Every CCNA candidate memorizes the OSI seven-layer model and the four-layer TCP/IP model. The exam tests both. What students rarely get is a clear answer to: "okay - which show command lives at which layer?" This lab maps the model directly to the Cisco IOS XE commands you reach for every day, so the abstract layers stop feeling like trivia and start feeling like a diagnostic checklist.
What you will learn
- The OSI seven-layer model and the TCP/IP four-layer model, side by side
- Which Cisco show command exposes which layer's state
- How to read
show interfaces ethernet 0/0as a Layer 1 + Layer 2 status report - How to read
show ip interface ethernet 0/0as a Layer 3 status report - Why
show ip arpsits squarely between L2 and L3 (it is the binding) - The layer-by-layer escalation path from "ping fails" to "fault localized"
What this lab does NOT cover
- Application-layer (L7) diagnostics. Out of scope for CCNA.
- Encryption/IPsec layers. Lab sec-09 covers those.
- The full TCP/IP protocol suite. We focus on the layers visible in CLI output.
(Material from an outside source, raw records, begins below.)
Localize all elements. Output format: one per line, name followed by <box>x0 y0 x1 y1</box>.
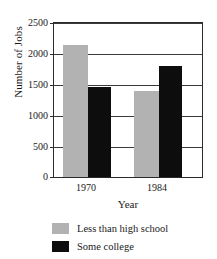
legend-item-some-college: Some college <box>52 237 168 255</box>
y-tick-mark-2500 <box>50 23 54 24</box>
y-tick-label-0: 0 <box>43 172 48 182</box>
y-tick-label-2000: 2000 <box>28 49 48 59</box>
y-tick-mark-1000 <box>50 116 54 117</box>
x-tick-label-1984: 1984 <box>147 182 167 193</box>
bar-1970-less-than-high-school <box>63 45 88 177</box>
x-axis-title: Year <box>53 198 203 210</box>
bar-1984-less-than-high-school <box>134 91 159 177</box>
y-tick-label-2500: 2500 <box>28 18 48 28</box>
y-tick-label-500: 500 <box>33 142 48 152</box>
legend-label-some-college: Some college <box>77 241 134 252</box>
y-tick-label-1000: 1000 <box>28 111 48 121</box>
bar-chart-figure: Number of Jobs 2500 2000 1500 1000 500 0 <box>0 0 217 259</box>
y-axis-title: Number of Jobs <box>12 2 24 122</box>
gridline-2500: 2500 <box>54 23 202 24</box>
y-tick-mark-1500 <box>50 85 54 86</box>
bar-1970-some-college <box>88 87 111 177</box>
bar-1984-some-college <box>159 66 182 177</box>
y-tick-label-1500: 1500 <box>28 80 48 90</box>
legend-label-less-than-high-school: Less than high school <box>77 223 168 234</box>
y-tick-mark-500 <box>50 147 54 148</box>
plot-area: 2500 2000 1500 1000 500 0 <box>53 22 203 178</box>
chart-legend: Less than high school Some college <box>52 219 168 255</box>
y-tick-mark-0 <box>50 177 54 178</box>
y-tick-mark-2000 <box>50 54 54 55</box>
legend-item-less-than-high-school: Less than high school <box>52 219 168 237</box>
legend-swatch-icon-black <box>52 241 69 252</box>
x-tick-label-1970: 1970 <box>76 182 96 193</box>
legend-swatch-icon-gray <box>52 223 69 234</box>
gridline-0: 0 <box>54 177 202 178</box>
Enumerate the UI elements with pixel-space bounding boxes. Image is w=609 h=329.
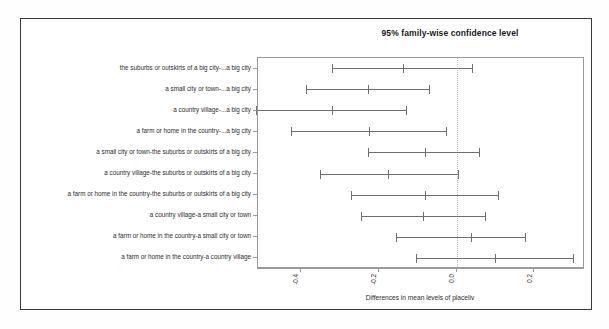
x-axis-tick [456, 268, 457, 272]
interval-center-marker [425, 148, 426, 157]
interval-cap-upper [525, 233, 526, 242]
y-axis-tick [253, 131, 257, 132]
confidence-interval-row [258, 169, 585, 180]
screenshot-root: 95% family-wise confidence level Differe… [0, 0, 609, 329]
y-axis-tick [253, 194, 257, 195]
interval-center-marker [425, 191, 426, 200]
confidence-interval-row [258, 190, 585, 201]
confidence-interval-row [258, 253, 585, 264]
y-axis-tick [253, 236, 257, 237]
interval-cap-upper [472, 64, 473, 73]
y-axis-label: a farm or home in the country-...a big c… [137, 128, 251, 134]
interval-center-marker [423, 212, 424, 221]
confidence-interval-row [258, 147, 585, 158]
x-axis-tick [378, 268, 379, 272]
interval-cap-lower [320, 170, 321, 179]
x-axis-title: Differences in mean levels of placeliv [300, 294, 540, 301]
y-axis-tick [253, 89, 257, 90]
y-axis-label: a country village-...a big city [173, 107, 251, 113]
interval-bar [368, 152, 479, 153]
y-axis-tick [253, 152, 257, 153]
interval-cap-upper [429, 85, 430, 94]
confidence-interval-row [258, 84, 585, 95]
y-axis-label: a farm or home in the country-a country … [121, 254, 251, 260]
interval-center-marker [369, 127, 370, 136]
confidence-interval-row [258, 232, 585, 243]
interval-center-marker [495, 254, 496, 263]
chart-title: 95% family-wise confidence level [330, 28, 570, 38]
y-axis-tick [253, 215, 257, 216]
interval-cap-lower [396, 233, 397, 242]
interval-cap-upper [446, 127, 447, 136]
interval-cap-lower [361, 212, 362, 221]
confidence-interval-row [258, 63, 585, 74]
x-axis-line [257, 268, 584, 269]
x-axis-tick-label: 0.0 [449, 274, 455, 283]
y-axis-label: a small city or town-...a big city [165, 85, 251, 91]
x-axis-tick [300, 268, 301, 272]
interval-cap-lower [416, 254, 417, 263]
interval-center-marker [403, 64, 404, 73]
y-axis-label: the suburbs or outskirts of a big city-.… [120, 64, 251, 70]
x-axis-tick-label: -0.4 [293, 274, 299, 285]
interval-center-marker [471, 233, 472, 242]
interval-cap-lower [368, 148, 369, 157]
interval-cap-upper [485, 212, 486, 221]
y-axis-tick [253, 173, 257, 174]
confidence-interval-row [258, 211, 585, 222]
interval-cap-upper [498, 191, 499, 200]
confidence-interval-row [258, 105, 585, 116]
interval-cap-lower [351, 191, 352, 200]
y-axis-tick [253, 110, 257, 111]
interval-center-marker [368, 85, 369, 94]
y-axis-tick [253, 257, 257, 258]
y-axis-label: a country village-the suburbs or outskir… [104, 170, 251, 176]
interval-center-marker [388, 170, 389, 179]
y-axis-label: a farm or home in the country-the suburb… [68, 191, 251, 197]
confidence-interval-row [258, 126, 585, 137]
x-axis-tick [533, 268, 534, 272]
y-axis-label: a small city or town-the suburbs or outs… [96, 149, 251, 155]
interval-cap-lower [306, 85, 307, 94]
y-axis-label: a country village-a small city or town [150, 212, 251, 218]
plot-area [257, 57, 584, 268]
y-axis-label: a farm or home in the country-a small ci… [113, 233, 251, 239]
interval-cap-lower [291, 127, 292, 136]
y-axis-tick [253, 68, 257, 69]
interval-bar [396, 237, 525, 238]
x-axis-tick-label: -0.2 [371, 274, 377, 285]
interval-cap-upper [406, 106, 407, 115]
interval-cap-upper [573, 254, 574, 263]
interval-center-marker [332, 106, 333, 115]
interval-cap-upper [479, 148, 480, 157]
interval-cap-lower [332, 64, 333, 73]
x-axis-tick-label: 0.2 [527, 274, 533, 283]
interval-cap-lower [256, 106, 257, 115]
interval-cap-upper [458, 170, 459, 179]
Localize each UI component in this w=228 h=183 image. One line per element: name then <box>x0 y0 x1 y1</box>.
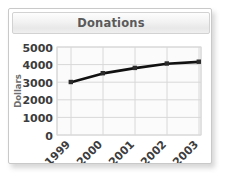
data-point-2003 <box>197 60 201 64</box>
xtick-label-2001: 2001 <box>106 138 137 163</box>
data-point-2001 <box>133 66 137 70</box>
data-point-2002 <box>165 61 169 65</box>
line-chart-svg: 5000 4000 3000 2000 1000 0 Dollars 1999 … <box>9 35 211 163</box>
ytick-label-3000: 3000 <box>22 77 53 90</box>
xtick-label-2003: 2003 <box>170 138 201 163</box>
chart-card: Donations <box>8 8 212 164</box>
plot-background <box>57 47 201 135</box>
data-point-1999 <box>69 80 73 84</box>
ytick-label-0: 0 <box>45 130 53 143</box>
data-point-2000 <box>101 71 105 75</box>
ytick-label-1000: 1000 <box>22 112 53 125</box>
ytick-label-2000: 2000 <box>22 94 53 107</box>
xtick-label-2002: 2002 <box>138 138 169 163</box>
ytick-label-5000: 5000 <box>22 42 53 55</box>
ytick-label-4000: 4000 <box>22 59 53 72</box>
xtick-label-2000: 2000 <box>74 138 105 163</box>
chart-plot-container: 5000 4000 3000 2000 1000 0 Dollars 1999 … <box>9 35 211 163</box>
page-title: Donations <box>77 16 145 30</box>
chart-title-bar: Donations <box>12 12 210 34</box>
y-axis-title: Dollars <box>13 74 23 108</box>
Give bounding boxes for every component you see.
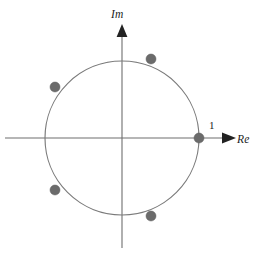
real-axis-label: Re xyxy=(237,134,250,146)
root-point-2 xyxy=(146,54,156,64)
right-arrow-icon xyxy=(222,133,236,144)
root-point-5 xyxy=(146,211,156,221)
root-point-3 xyxy=(50,82,60,92)
root-point-4 xyxy=(50,185,60,195)
complex-plane-figure: Im Re 1 xyxy=(0,0,263,256)
unit-tick-label: 1 xyxy=(209,120,215,131)
root-point-1 xyxy=(194,133,204,143)
imaginary-axis-label: Im xyxy=(111,9,124,21)
figure-canvas xyxy=(0,0,263,256)
up-arrow-icon xyxy=(117,24,128,37)
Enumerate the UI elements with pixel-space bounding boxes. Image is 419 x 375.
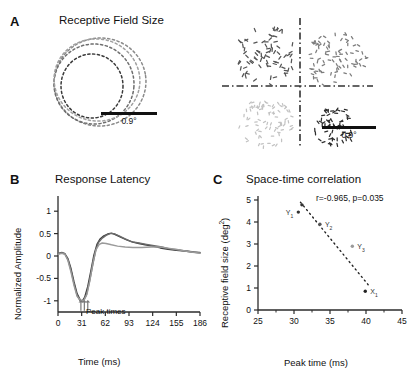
panel-c-xticklabel-4: 45 bbox=[397, 316, 407, 326]
panel-c-title: Space-time correlation bbox=[246, 173, 361, 185]
panel-b-xticklabel-4: 124 bbox=[146, 318, 160, 328]
panel-b-yticklabel-0: 1 bbox=[46, 206, 51, 216]
panel-b-xticklabel-0: 0 bbox=[56, 318, 61, 328]
panel-c-ylabel-sup: 2 bbox=[218, 221, 225, 225]
panel-b-xticklabel-1: 31 bbox=[77, 318, 87, 328]
curve-2 bbox=[58, 234, 200, 301]
panel-c-yticklabel-1: 1 bbox=[246, 283, 251, 293]
panel-c-ylabel-close: ) bbox=[219, 218, 230, 221]
point-y3-label: Y2 bbox=[325, 221, 333, 231]
scalebar-right-label: 0.9° bbox=[322, 130, 376, 140]
panel-c-xticklabel-0: 25 bbox=[253, 316, 263, 326]
panel-c: C Space-time correlation Receptive field… bbox=[206, 160, 419, 375]
point-x1 bbox=[364, 290, 367, 293]
blob-lower-left bbox=[239, 101, 293, 148]
correlation-text: r=-0.965, p=0.035 bbox=[316, 193, 384, 203]
point-y4-label: Y3 bbox=[357, 243, 365, 253]
curve-3 bbox=[58, 243, 200, 301]
peak-time-arrow-0 bbox=[79, 300, 84, 311]
point-y2 bbox=[300, 203, 303, 206]
panel-b-xticklabel-3: 93 bbox=[124, 318, 134, 328]
panel-c-xlabel: Peak time (ms) bbox=[284, 357, 348, 368]
panel-b-svg: 10.50-0.5-10316293124155186 bbox=[0, 160, 210, 375]
curve-1 bbox=[58, 233, 200, 301]
scalebar-left-label: 0.9° bbox=[101, 116, 157, 126]
panel-b-yticklabel-1: 0.5 bbox=[39, 229, 51, 239]
panel-c-xticklabel-1: 30 bbox=[289, 316, 299, 326]
scalebar-left-bar bbox=[101, 112, 157, 115]
panel-c-yticklabel-3: 3 bbox=[246, 239, 251, 249]
scalebar-right: 0.9° bbox=[322, 126, 376, 140]
panel-c-svg: 0123452530354045Y1Y2Y3X1 bbox=[206, 160, 419, 375]
panel-c-xticklabel-3: 40 bbox=[361, 316, 371, 326]
panel-b-yticklabel-2: 0 bbox=[46, 251, 51, 261]
scalebar-right-bar bbox=[322, 126, 376, 129]
point-y1 bbox=[297, 210, 300, 213]
panel-b-yticklabel-4: -1 bbox=[43, 296, 51, 306]
point-x1-label: X1 bbox=[370, 288, 378, 298]
panel-b: B Response Latency Normalized Amplitude … bbox=[0, 160, 210, 375]
panel-a-letter: A bbox=[10, 14, 19, 29]
scalebar-left: 0.9° bbox=[101, 112, 157, 126]
contour-inner bbox=[61, 54, 123, 118]
panel-c-xticklabel-2: 35 bbox=[325, 316, 335, 326]
panel-c-yticklabel-0: 0 bbox=[246, 305, 251, 315]
point-y3 bbox=[318, 223, 321, 226]
panel-b-title: Response Latency bbox=[55, 173, 150, 185]
panel-b-letter: B bbox=[10, 172, 19, 187]
blob-upper-right bbox=[309, 33, 368, 86]
panel-c-ylabel: Receptive field size (deg2) bbox=[218, 218, 230, 328]
point-y4 bbox=[351, 245, 354, 248]
blob-upper-left bbox=[238, 27, 293, 86]
panel-c-yticklabel-4: 4 bbox=[246, 217, 251, 227]
panel-c-ylabel-base: Receptive field size (deg bbox=[219, 225, 230, 329]
panel-b-xticklabel-2: 62 bbox=[101, 318, 111, 328]
panel-b-yticklabel-3: -0.5 bbox=[36, 273, 51, 283]
panel-c-yticklabel-2: 2 bbox=[246, 261, 251, 271]
point-y1-label: Y1 bbox=[286, 209, 294, 219]
panel-b-ylabel: Normalized Amplitude bbox=[12, 228, 23, 320]
peak-times-annotation: Peak times bbox=[86, 307, 126, 316]
panel-b-xlabel: Time (ms) bbox=[78, 356, 120, 367]
panel-c-letter: C bbox=[213, 172, 222, 187]
panel-c-yticklabel-5: 5 bbox=[246, 195, 251, 205]
panel-b-xticklabel-5: 155 bbox=[169, 318, 183, 328]
figure-root: A Receptive Field Size 0.9° 0.9° B Respo… bbox=[0, 0, 419, 375]
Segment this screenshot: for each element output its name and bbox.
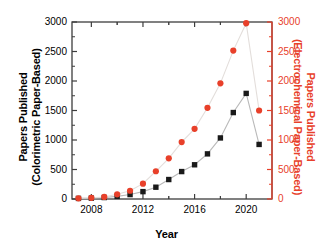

The two models side by side
Application
OSI Layer7
TCP/IP layerApplication
Cisco show command (primary)
(out of scope for CCNA)
Presentation
OSI Layer6
TCP/IP layerApplication
Cisco show command (primary)(out of scope)
Session
OSI Layer5
TCP/IP layerApplication
Cisco show command (primary)(out of scope)
Transport
OSI Layer4
TCP/IP layerTransport
Cisco show command (primary)
show tcp brief, show ip socketsNetwork
OSI Layer3
TCP/IP layerInternet
Cisco show command (primary)
show ip route, show ip interface, ping, tracerouteData Link
OSI Layer2
TCP/IP layerNetwork Access
Cisco show command (primary)
show mac address-table, show ip arp, show interfaces (line protocol)Physical
OSI Layer1
TCP/IP layerNetwork Access
Cisco show command (primary)
show interfaces (status), show controllersThe CCNA exam tests both models. In practice every engineer uses OSI for talking about faults ("we have a Layer 1 issue") and TCP/IP for talking about protocols ("HTTPS uses TLS over TCP over IP").